According to a new Gallup poll, distrust of the press has hit an all-time high. Half the nation’s Democrats still trust the media, but only one-in-three independents and one-in seven Republicans, 14 percent, believe the media are truthful, honest and fair.

When, early in his presidency, Obama jokingly referred to the White House Correspondents Association dinner as his political base, Americans now believe he was not exaggerating the case.

And the more the media vent their detestation of Trump, the more Trump’s supporters revel in their discomfort. “We love him most of all for the enemies he has made,” said backers of Grover Cleveland in 1884. Trump’s folks feel that way about the national press.

America’s media seem utterly lacking in introspection. Do they understand why so many people hate them so? Do they care? Are they so smugly self-righteous and self-regarding they cannot see?

Take the birther issue again. According to a January HuffPost/YouGov poll, an astonishing 53 percent of all Republicans, 30 percent of all independents, and even 10 percent of Democrats still believe Barack Obama was born outside the USA.

What does this say about the persuasiveness of the press?

Indeed, what does it say about the idea that universal suffrage is the best way to determine the leadership of a republic?

In 2016, America faces serious issues — a rising deficit and escalating debt, the explosion of entitlements, the resurgence of Russian power, Chinese military expansionism in the South and East China seas, North Korea’s development of nuclear missiles, and Afghanistan.

Now consider the issues that have transfixed the media this election season:

The birther issue, David Duke, the KKK, a Mexican-American judge, Black Lives Matter, white cops, the “Muslim ban,” the Battle Flag, the “alt-right,” the national anthem, Trump’s refusals to recant his blasphemies against the dogmas of political correctness, or to “apologize.”
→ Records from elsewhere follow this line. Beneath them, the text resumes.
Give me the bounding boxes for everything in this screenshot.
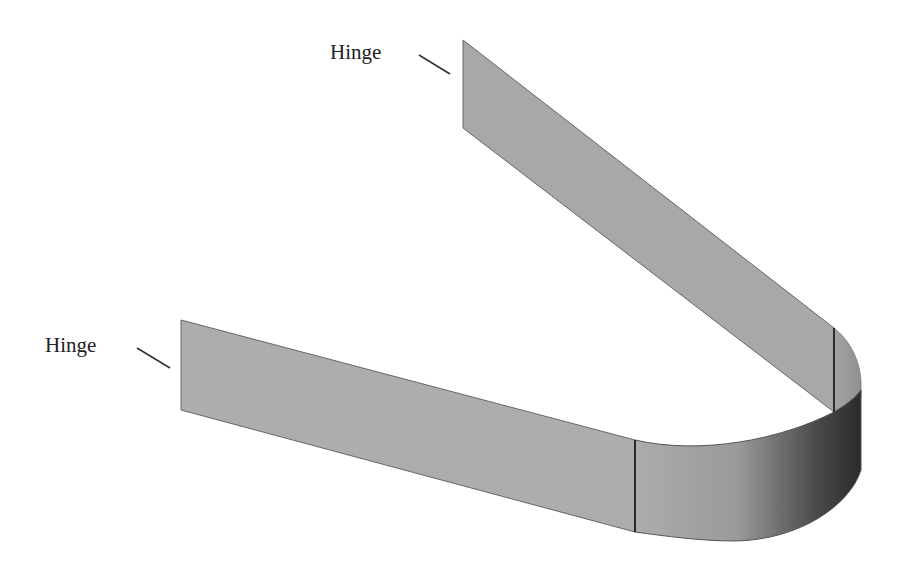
hinge-left-leader <box>137 348 170 368</box>
bottom-strip-panel <box>181 320 635 532</box>
hinge-top-label: Hinge <box>330 40 381 65</box>
hinge-top-leader <box>419 55 450 74</box>
top-strip-panel <box>463 40 834 412</box>
bent-strip-diagram <box>0 0 909 569</box>
curved-band-panel <box>635 390 861 541</box>
hinge-left-label: Hinge <box>45 333 96 358</box>
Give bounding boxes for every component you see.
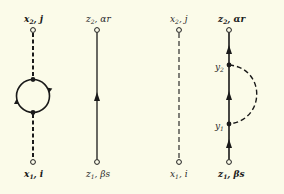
vertex-y2-icon [227,63,232,68]
diagram-a-top-label: x2, j [23,14,44,25]
node-z2-icon [227,28,232,33]
vertex-y1-icon [227,122,232,127]
diagram-b: z2, αr z1, βs [85,14,111,180]
arrow-up-bottom-icon [226,139,232,148]
dashed-arc [229,65,257,124]
arrow-up-top-icon [226,45,232,54]
vertex-y2-label: y2 [214,62,224,73]
diagram-b-top-label: z2, αr [85,14,111,25]
diagram-a-bottom-label: x1, i [23,169,44,180]
node-x1-icon [177,160,182,165]
node-z2-icon [95,28,100,33]
node-z1-icon [227,160,232,165]
diagram-c-top-label: x2, j [170,14,188,25]
diagram-d-top-label: z2, αr [217,14,247,25]
node-z1-icon [95,160,100,165]
diagram-d-bottom-label: z1, βs [217,169,245,180]
diagram-c: x2, j x1, i [170,14,188,180]
diagram-d: z2, αr y2 y1 z1, βs [214,14,257,180]
arrow-up-middle-icon [226,91,232,100]
feynman-diagrams: x2, j x1, i z2, αr z1, βs x2, j [0,0,284,194]
loop-circle [17,80,50,113]
diagram-c-bottom-label: x1, i [170,169,188,180]
vertex-top-icon [31,77,36,82]
node-x2-icon [177,28,182,33]
node-x2-icon [31,28,36,33]
node-x1-icon [31,160,36,165]
diagram-b-bottom-label: z1, βs [85,169,111,180]
vertex-y1-label: y1 [214,121,224,132]
diagram-a: x2, j x1, i [14,14,52,180]
arrow-up-icon [94,92,100,101]
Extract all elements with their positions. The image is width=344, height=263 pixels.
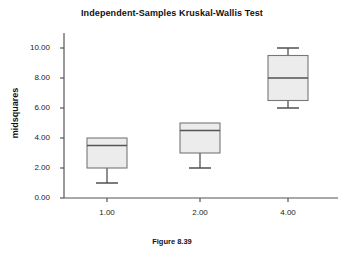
boxplot-group-4.00[interactable] [268,48,308,108]
box-iqr-rect[interactable] [180,123,220,153]
boxplot-group-1.00[interactable] [87,138,127,183]
boxplot-group-2.00[interactable] [180,123,220,168]
figure-root: Independent-Samples Kruskal-Wallis Test … [0,0,344,263]
figure-caption: Figure 8.39 [0,237,344,246]
plot-canvas [0,0,344,263]
boxplot-chart: midsquares 0.00 2.00 4.00 6.00 8.00 10.0… [0,0,344,263]
boxes-layer [87,48,308,183]
box-iqr-rect[interactable] [87,138,127,168]
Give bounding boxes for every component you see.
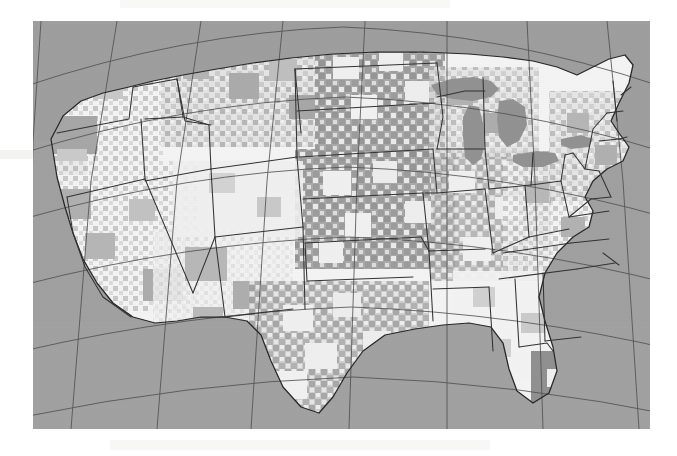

What does the continual elevation of such issues, and the acrimony attendant to them, tell us?

America is bitterly and irreparably divided over race, ideology faith, history and culture, and Trump’s half of the nation rejects the modernist gospel that America’s diversity and multiculturalism are her greatest treasures.

To the contrary, Trump’s half wants secure borders, “extreme vetting” of immigrants, especially from the Mideast, and foreign and trade policies marked by an “Americanism” that seems to be an antonym for globalism.

They want America to be “great again,” and they believe she was once, and is not now.

No matter who wins in November, America is going to face a divide unseen in decades. If Donald Trump wins, he will confront a resident media more hateful than that which confronted Richard Nixon in 1968.

If Hillary Clinton wins, she will come to office distrusted and disbelieved by most of her countrymen, half of whom she has maligned either as “deplorables” or pitiful souls in need of empathy.

Not for half a century has the idea of “one nation under God, indivisible,” seemed so distant.